When Zhang wanted to read Scripture, she walked to a nearby schoolhouse, which held the only Bible in her community. Men, women and children would form a line out the door and down the street while waiting for their chance to read its pages. When Zhang’s turn finally arrived, she would copy her favorite Bible verses into a small notebook; this was the only way she could study Scripture at home.
Zhang’s Bible-reading routine carried on through World War II, when Japanese soldiers invaded her community. As air raid sirens roared through her village, she watched her neighbors pack their belongings and flee in search of safety. But Zhang stayed put, retreating to a cellar to pray with a close friend.
When the threat had passed, Zhang resurfaced and made her way to the schoolhouse, where she spent time reading the Bible. Even in the midst of war and chaos, Zhang rooted herself in God’s Word.
“These were the happiest momen`ts of my life,” she says. “While our world was not at peace, because of that Bible, I was at peace in my own heart.”
As the years passed, Zhang clung to this pattern of Bible reading. Following the Chinese Cultural Revolution—a decade of social and political purging of traditional Chinese values, including the practice of religion—Zhang continued to read and study Scripture, relying on her community’s lone Bible to fill her appetite for God’s Word.

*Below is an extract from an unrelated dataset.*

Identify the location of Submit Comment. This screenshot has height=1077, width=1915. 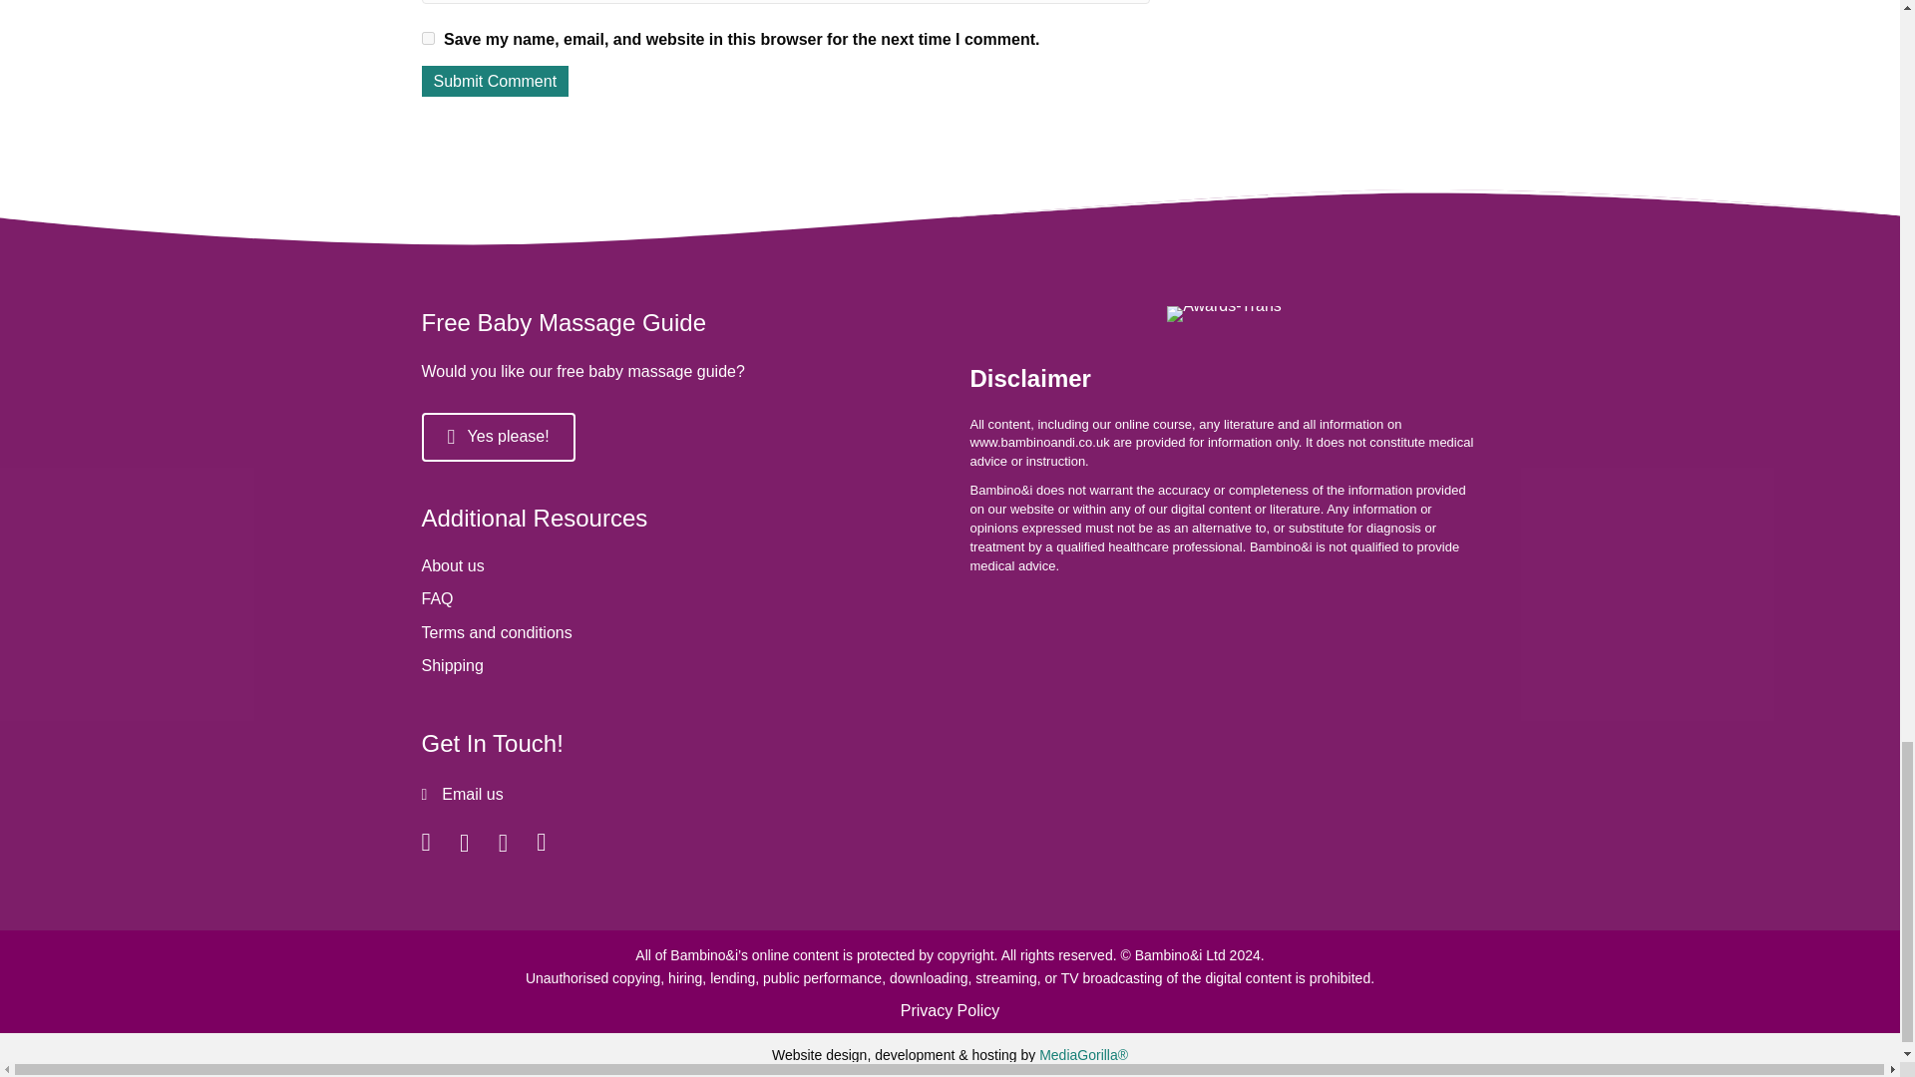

But recently, while approaching her 95th birthday, Zhang’s Bible-reading routine changed forever. After waiting a lifetime for her first Bible, Zhang visited the church near her home, where she received a Bible from church leaders during a Bible distribution supported by American Bible Society’s financial partners.
Today, Zhang can open her Bible—day or night—and study passages of Scripture. She can read the Gospels. She can engage with Paul’s letters. And she can meditate on the Psalms.
Yet even while reading her new Bible, Zhang holds closely to a lifelong tradition: she copies down her favorite Bible verses into a pocket-sized notebook.
Now, Zhang can engage with Scripture wherever she goes.